Amber Blanco White (née Reeves; 1 July 1887 – 26 December 1981) was a New Zealand-born British feminist writer and scholar.
Young women met regularly with men as equals and discussed everything from religious beliefs to social evils to sex, which would have been impossible in the conventional atmospheres of their homes.
Gilbert Murray once wrote of an address she had given to the Newnham Philosophical Society, "It seems to me quite the best college paper that I have read—I mean as treated by a young person and from a non-metaphysical point of view."
After Reeves' address to the Philosophical Society it was rumoured that she and Wells, one of the most prominent and prolific writers of the first half of the twentieth century, had gone to Paris for a weekend.
Once their relationship became well known, there were numerous attempts to break it up, particularly from Amber's mother and from George Rivers Blanco White, a lawyer who would later marry her.
The news that she was pregnant in the spring of 1909 shocked the Reeves family, and the couple fled to Le Touquet-Paris-Plage where they attempted domestic life together.
Amber did not take well to being a housewife; at one point she wrote:[citation needed] The life of washing up dishes in little separate houses and being necessarily subordinate in everything to the wage-earning man is I think very destructive to the women and to any opinion they may influence.
Writing of marriage in her book Worry in Women, she stated that if people choose to break ethical codes, they had to be prepared to cope with guilt.
"[3] In addition to Anna-Jane, Reeves had two children, Thomas, a patent lawyer, and (Margaret) Justin Blanco White, an architect.
Justin married the biologist Conrad Hal Waddington, and had two daughters, mathematician Dusa McDuff and anthropologist Caroline Humphrey.
[4][1] Reeves published four novels and four non-fiction works, dealing with a variety of subjects, but all sharing a common socialist and feminist critique of capitalist society.
In this book, she researched and put together material on the devastation of the rubber trade on the native populations of Putumayo Department, Peru, and Belgian Congo (see the Casement Report for an account of the tremendous human rights abuses in the latter).
She also contributed to a section on how wealth is accumulated by supplying case histories of new powers and forces "running wild and crazy in a last frenzy for private and personal gain".
But when I got to the Labour meetings in the slums, among the costers and the railway men and the women in tenth hand velvet hats—when I saw their pinched grey-and-yellow faces in those steamy halls, I knew all of a sudden that they were my people."
Initially invited by her friend from Cambridge Eva Hubback to help out, she became part of a team of lecturers in 1928, giving twice weekly classes on ethics and psychology.
In 1929, the year after the passing of the Equal Franchise Act which gave women the vote on the same terms as men, she was billed by the Fabian Society to lecture on "The New Woman Voters and the Coming Election".
[5] Although she enjoyed discussing politics and world affairs, she felt disillusioned about the socialist hopes of her youth, and supported the Conservatives in the 1970 election.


● AIM OF THE TASK
Whenever a line in the data holds the string "Accounting", copy that line.
══════════
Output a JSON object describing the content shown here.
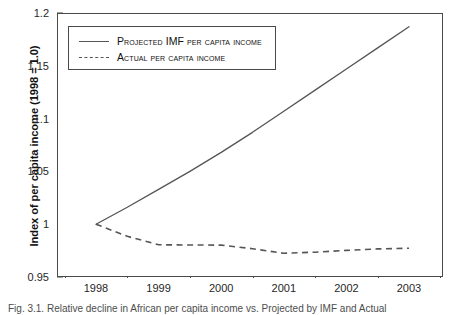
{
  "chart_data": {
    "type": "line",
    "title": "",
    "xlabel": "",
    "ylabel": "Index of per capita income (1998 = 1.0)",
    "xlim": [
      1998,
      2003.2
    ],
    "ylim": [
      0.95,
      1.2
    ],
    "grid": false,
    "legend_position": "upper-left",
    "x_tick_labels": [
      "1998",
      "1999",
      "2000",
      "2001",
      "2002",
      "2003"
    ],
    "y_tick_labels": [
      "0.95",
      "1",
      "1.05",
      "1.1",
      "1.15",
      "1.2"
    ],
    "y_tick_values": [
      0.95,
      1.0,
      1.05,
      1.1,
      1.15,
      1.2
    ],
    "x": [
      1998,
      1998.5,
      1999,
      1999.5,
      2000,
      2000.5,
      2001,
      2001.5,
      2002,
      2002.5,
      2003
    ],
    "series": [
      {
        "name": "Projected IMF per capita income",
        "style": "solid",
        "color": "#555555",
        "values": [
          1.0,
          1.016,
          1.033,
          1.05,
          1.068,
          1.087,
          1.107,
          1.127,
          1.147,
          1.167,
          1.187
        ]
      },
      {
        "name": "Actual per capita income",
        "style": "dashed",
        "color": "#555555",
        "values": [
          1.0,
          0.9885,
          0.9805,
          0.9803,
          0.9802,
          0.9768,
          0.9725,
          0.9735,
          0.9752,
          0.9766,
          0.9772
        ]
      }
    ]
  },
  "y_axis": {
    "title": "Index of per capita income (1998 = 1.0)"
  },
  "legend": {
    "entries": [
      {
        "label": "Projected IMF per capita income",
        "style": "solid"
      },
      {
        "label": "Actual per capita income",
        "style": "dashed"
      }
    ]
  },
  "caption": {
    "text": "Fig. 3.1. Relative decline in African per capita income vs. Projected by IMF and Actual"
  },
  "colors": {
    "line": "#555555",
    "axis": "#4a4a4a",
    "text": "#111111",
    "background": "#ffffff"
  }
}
══════════
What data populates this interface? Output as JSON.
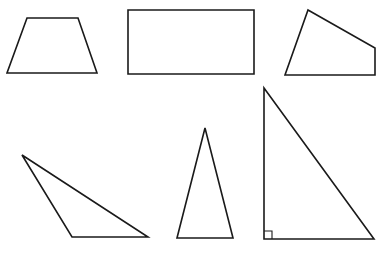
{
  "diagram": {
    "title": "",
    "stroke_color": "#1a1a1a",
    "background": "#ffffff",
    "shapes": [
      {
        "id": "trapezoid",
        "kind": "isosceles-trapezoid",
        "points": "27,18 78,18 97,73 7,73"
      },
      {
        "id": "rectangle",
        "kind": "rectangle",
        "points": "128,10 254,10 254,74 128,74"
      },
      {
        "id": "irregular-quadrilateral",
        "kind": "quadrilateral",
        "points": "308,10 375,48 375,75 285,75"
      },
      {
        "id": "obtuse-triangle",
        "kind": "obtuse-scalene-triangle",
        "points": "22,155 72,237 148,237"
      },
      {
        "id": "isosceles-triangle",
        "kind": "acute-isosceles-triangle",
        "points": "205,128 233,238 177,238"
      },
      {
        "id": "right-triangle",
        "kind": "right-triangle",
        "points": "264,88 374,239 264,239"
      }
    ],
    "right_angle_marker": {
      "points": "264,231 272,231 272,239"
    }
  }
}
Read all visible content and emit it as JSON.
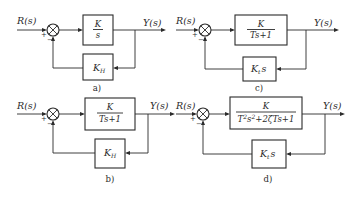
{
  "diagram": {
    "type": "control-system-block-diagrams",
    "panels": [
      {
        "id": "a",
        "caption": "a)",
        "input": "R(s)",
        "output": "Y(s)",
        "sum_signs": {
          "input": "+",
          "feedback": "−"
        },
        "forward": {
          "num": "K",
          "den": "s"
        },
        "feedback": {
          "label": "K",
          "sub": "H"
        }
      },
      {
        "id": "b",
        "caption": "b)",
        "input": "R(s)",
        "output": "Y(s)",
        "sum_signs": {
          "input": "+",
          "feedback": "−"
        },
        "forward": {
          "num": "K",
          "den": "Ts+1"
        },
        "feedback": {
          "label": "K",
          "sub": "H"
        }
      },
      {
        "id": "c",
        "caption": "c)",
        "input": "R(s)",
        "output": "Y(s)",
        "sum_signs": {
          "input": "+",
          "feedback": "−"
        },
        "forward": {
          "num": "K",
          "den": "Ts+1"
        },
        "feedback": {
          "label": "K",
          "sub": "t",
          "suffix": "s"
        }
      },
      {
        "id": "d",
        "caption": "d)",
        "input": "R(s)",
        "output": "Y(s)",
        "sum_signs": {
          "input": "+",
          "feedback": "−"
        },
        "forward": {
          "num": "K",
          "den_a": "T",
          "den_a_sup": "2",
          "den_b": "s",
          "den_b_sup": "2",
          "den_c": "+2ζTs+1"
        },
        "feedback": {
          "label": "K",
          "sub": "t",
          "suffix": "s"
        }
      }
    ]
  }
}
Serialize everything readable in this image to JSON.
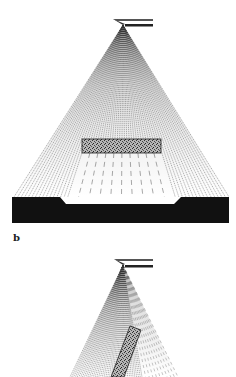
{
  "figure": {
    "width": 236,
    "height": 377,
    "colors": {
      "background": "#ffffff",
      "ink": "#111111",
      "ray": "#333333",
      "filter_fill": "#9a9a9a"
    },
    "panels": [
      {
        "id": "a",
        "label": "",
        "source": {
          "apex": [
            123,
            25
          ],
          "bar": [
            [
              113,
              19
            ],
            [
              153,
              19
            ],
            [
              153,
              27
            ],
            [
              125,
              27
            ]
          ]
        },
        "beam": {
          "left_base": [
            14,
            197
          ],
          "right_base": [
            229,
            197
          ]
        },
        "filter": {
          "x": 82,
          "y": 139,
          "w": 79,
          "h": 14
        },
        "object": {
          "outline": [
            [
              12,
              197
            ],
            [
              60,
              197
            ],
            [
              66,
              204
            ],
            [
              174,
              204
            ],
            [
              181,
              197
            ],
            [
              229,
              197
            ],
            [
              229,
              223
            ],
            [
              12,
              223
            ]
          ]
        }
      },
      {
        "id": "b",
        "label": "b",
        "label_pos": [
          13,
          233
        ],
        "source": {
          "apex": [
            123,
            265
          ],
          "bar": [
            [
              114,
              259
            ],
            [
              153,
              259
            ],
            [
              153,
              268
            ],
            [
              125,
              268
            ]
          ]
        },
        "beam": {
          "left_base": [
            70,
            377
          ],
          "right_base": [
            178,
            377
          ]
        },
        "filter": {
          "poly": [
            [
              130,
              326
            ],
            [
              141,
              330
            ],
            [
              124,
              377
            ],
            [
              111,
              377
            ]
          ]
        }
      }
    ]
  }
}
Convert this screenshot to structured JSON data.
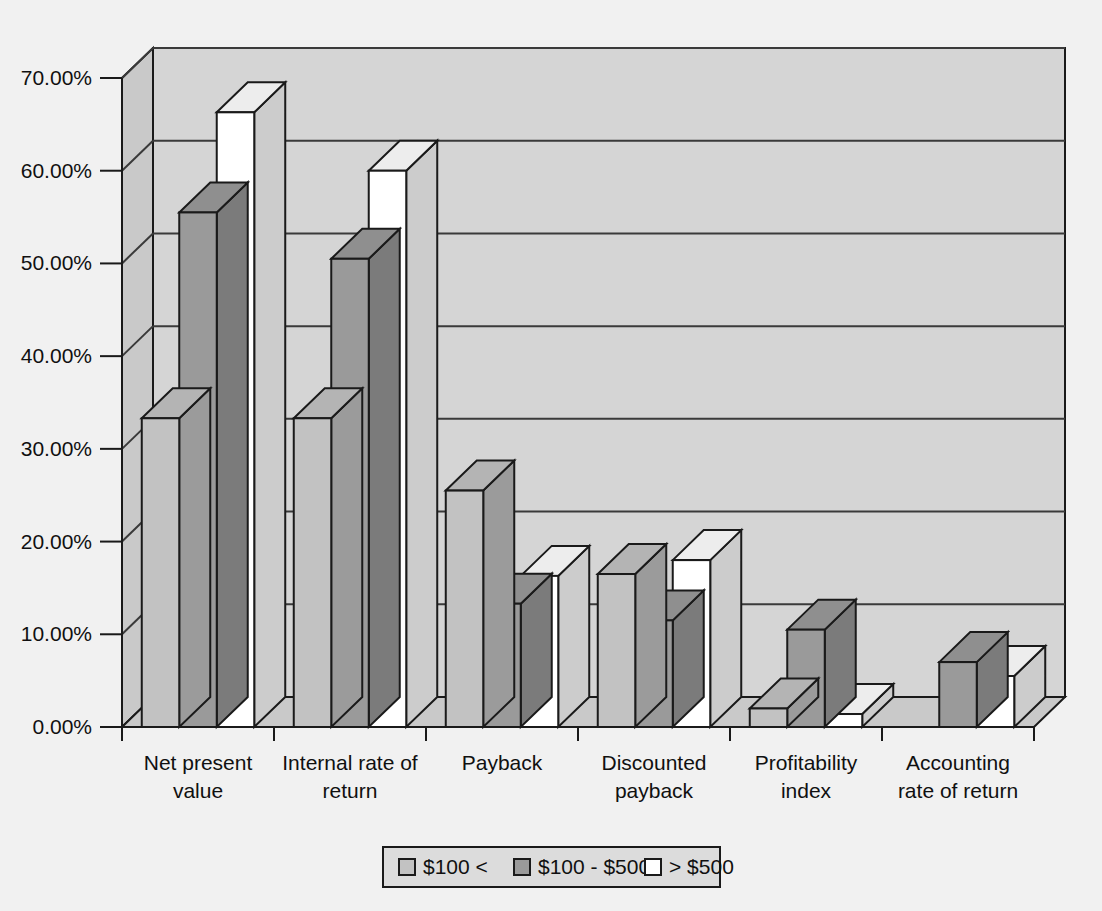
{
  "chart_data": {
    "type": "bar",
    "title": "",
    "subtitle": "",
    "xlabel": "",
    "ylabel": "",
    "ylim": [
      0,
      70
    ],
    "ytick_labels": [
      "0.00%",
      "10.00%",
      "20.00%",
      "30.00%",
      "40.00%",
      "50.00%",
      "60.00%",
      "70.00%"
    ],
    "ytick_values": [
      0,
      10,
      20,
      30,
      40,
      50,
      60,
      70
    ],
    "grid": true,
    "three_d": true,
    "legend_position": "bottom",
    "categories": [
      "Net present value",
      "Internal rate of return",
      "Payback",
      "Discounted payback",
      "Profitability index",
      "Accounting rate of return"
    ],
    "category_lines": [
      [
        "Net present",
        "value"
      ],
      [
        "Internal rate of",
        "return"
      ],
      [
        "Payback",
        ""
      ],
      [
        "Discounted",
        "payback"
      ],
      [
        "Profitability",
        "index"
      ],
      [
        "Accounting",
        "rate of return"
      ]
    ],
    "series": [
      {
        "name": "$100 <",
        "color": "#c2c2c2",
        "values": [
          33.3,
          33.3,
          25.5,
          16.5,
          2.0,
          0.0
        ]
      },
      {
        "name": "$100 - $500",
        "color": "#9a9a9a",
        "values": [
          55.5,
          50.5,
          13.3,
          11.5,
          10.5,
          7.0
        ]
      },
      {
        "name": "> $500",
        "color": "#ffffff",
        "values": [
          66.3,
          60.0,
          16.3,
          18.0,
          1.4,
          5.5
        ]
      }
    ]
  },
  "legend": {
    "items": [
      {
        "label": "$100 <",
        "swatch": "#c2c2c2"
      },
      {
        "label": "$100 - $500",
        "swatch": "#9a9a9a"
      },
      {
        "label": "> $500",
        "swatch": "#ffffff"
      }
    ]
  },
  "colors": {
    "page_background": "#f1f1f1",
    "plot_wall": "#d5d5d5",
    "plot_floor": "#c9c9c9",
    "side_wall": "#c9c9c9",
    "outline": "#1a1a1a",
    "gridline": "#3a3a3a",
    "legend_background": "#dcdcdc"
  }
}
══════════
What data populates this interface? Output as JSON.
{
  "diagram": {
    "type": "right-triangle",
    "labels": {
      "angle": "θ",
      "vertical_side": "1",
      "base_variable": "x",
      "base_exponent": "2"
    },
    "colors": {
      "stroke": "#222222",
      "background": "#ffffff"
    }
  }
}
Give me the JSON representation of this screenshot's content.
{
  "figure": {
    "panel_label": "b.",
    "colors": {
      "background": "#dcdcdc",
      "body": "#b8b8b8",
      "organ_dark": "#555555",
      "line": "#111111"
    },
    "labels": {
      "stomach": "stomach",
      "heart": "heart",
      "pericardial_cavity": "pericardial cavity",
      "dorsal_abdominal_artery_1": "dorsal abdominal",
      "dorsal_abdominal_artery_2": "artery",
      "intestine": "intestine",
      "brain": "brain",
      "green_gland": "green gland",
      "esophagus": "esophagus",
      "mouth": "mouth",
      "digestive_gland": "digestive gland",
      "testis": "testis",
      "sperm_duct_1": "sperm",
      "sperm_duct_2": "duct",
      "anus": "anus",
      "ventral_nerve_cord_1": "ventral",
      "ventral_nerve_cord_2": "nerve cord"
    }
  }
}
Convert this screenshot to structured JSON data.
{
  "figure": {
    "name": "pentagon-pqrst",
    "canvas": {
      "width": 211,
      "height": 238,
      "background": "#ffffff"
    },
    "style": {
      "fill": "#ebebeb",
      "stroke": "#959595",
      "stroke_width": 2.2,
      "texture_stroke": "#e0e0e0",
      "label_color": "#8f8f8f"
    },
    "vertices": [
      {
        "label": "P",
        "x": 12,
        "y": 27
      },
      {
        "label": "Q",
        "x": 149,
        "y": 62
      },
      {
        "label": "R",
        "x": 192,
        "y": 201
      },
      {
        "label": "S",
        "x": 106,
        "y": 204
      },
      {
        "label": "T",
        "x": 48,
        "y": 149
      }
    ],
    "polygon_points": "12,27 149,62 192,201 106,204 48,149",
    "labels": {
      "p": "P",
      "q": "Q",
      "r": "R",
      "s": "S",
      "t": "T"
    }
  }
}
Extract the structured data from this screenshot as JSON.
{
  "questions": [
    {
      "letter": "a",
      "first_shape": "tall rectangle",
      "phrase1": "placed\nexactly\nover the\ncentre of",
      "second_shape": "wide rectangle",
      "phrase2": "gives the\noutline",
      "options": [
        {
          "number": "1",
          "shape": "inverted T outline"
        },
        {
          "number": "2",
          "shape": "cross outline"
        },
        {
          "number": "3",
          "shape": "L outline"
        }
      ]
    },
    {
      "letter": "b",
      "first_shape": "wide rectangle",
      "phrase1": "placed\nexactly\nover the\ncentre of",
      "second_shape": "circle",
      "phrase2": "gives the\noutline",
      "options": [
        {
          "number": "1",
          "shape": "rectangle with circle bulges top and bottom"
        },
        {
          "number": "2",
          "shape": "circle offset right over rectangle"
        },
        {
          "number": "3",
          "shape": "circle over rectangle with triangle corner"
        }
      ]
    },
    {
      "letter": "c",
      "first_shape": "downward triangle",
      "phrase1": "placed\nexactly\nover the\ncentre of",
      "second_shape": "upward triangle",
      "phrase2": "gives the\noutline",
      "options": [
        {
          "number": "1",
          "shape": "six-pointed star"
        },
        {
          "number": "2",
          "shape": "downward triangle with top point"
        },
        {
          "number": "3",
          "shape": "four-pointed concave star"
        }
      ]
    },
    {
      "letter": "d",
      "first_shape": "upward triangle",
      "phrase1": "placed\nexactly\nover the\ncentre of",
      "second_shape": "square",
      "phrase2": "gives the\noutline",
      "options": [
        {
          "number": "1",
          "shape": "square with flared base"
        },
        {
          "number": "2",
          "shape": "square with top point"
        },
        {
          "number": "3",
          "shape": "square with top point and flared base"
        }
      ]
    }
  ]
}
══════════
● RESPONSE TO THE TASK
      "Accounting rate of return"
        "Accounting",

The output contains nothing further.